Continued high rates of early marriage and a broad lack of autonomy that prevents women and girls from protecting their health also exemplifies how circumscribed their life choices often are.

Some 38 percent of women in Sub-Saharan Africa say they’re unable to refuse sex with their husband or partner, while 70 percent of women in three countries hold that view. Half of women in the region also say they cannot ask their husband or partner to use a condom, while in Mali and Niger, more than 40 percent feel unable to refuse sex even if their husband has a sexually transmitted infection. Thirty-one percent of women in the region say refusing sex justifies wife-beating. In South Asia, 14 percent of women agree.

Child marriage sharply increases a girl’s risk of HIV infection by an older husband. One-third of girls around the world are married before they turn 18, and one in every nine girls is married before their 15th birthday. In 2010, 67 million women aged 20-24 had been married before the age of 18.

Alongside gender roles that encourage male promiscuity, this makes women vulnerable to violence and restricts their ability to discuss or negotiate sex. These are major factors driving the surge in HIV infection among women.

Significantly, the newest co-sponsor of UNAIDS—which spearheads a coordinated global response to the epidemic—is UN Women.

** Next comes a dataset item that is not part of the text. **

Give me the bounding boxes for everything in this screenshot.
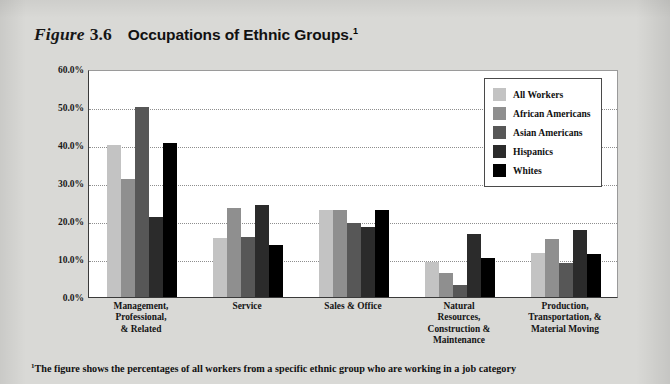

Setting the stage for progress

Huge progress has been made since AIDS emerged in 1981. Science and social justice joined forces to slash the cost of AIDS drugs. Some 10 million people in developing countries are now on treatment as a result, able to live healthy lives, and new HIV infections have fallen by one-third since 2001. But many more are still living with untreated HIV, and much work lies ahead.

At a high-level meeting this month, UNAIDS and the World Bank Group jointly committed to address the interrelated challenges of AIDS, inequality, and extreme poverty—convening two high-level meetings in 2014 with experts and national leaders. The World Bank Group will also launch a major new trial to better understand how social protection systems reduce HIV infection, particularly among young women in countries with the heaviest AIDS burdens.

We now have an historic opportunity to help set the stage for transformational change—and boost momentum in the fight to end AIDS as part of more concerted efforts to tackle inequality and extreme poverty.  This is true both in negotiations and consultations on the global targets that will succeed the Millennium Development Goals (MDGs) after 2015, and assessing where progress has and hasn’t occurred 20 years after the landmark International Conference on Population and Development

Ending AIDS and tackling poverty are goals within our reach, but empowering women and girls is vital to getting there.

Author: David Wilson & Jeni Klugman

David Wilson is Director of the Global HIV/AIDS Program at the World Bank Group. Jeni Klugman is Director for Gender& Development at the World Bank Group.